On the inside DNS I point the A record for NPMProxy.domain.com to the IP of my npm server. I than setup service1.domain.com inside npm to forward requests to the web server setup for service1. I than setup the CNAME record for service1.domain.com to point to NPMProxy.domain.com. This should complete your inside.
Outside I set the A record on cloudflare for service1.domain.com to my public IP address which will route again to NPM. This will complete the outside connectivity.
Make sure your firewall rules are set and proper ports open and you should be golden.
Edit: misunderstood what OP wanted to do, leaving this here in case it’s interesting to anyone.

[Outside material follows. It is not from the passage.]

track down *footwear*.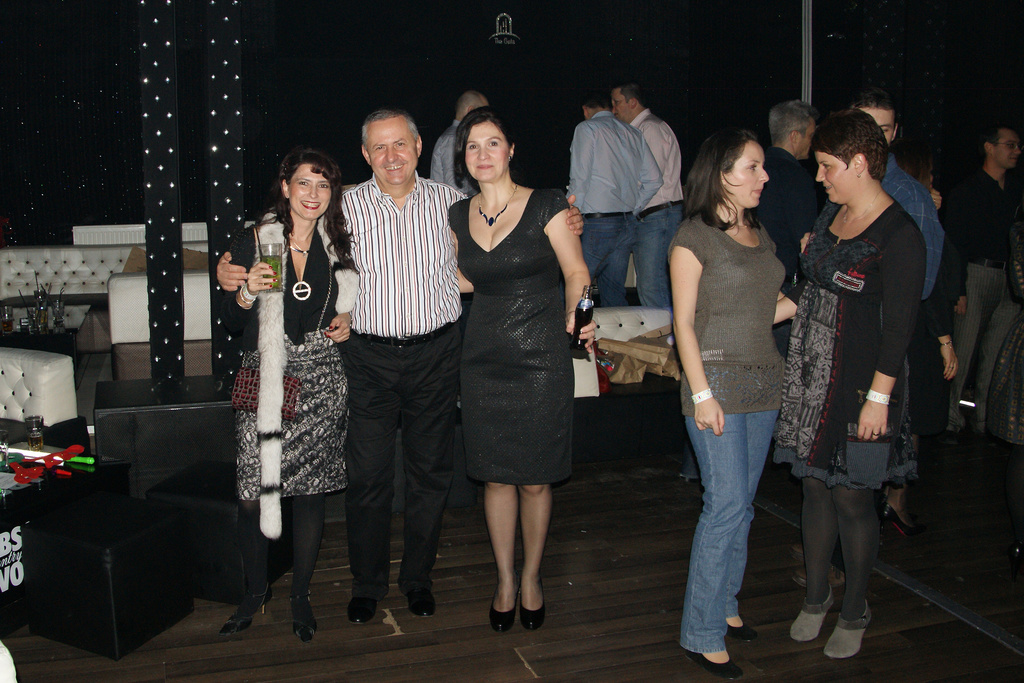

Sounds like what you are tyring to do is called Split Horizon DNS.
Requests from outside your network should resolve server.domain.com to the public IP, but requests from inside your network should resolve it to the private IP.
If that’s what it is then you register the public IP with your nameservers. You also run a DNS service internally which you point all your computers at (likely by putting it as the DNS server in your networks DHCP settings). That DNS server is set up to return the private ip addresses for all your servers, and to forward any other requests to some external DNS like 1.1.1.1
I’m not sure what your use case or for needing to use the internal IP address from inside the network, but it might be to avoid traffic exiting your network just to be sent back in? Or you me a that you want external requests to go to one server and internal to go to another server? I’m which case the set up above still works, but on just use the appropriate IP addresses in the appropriate places.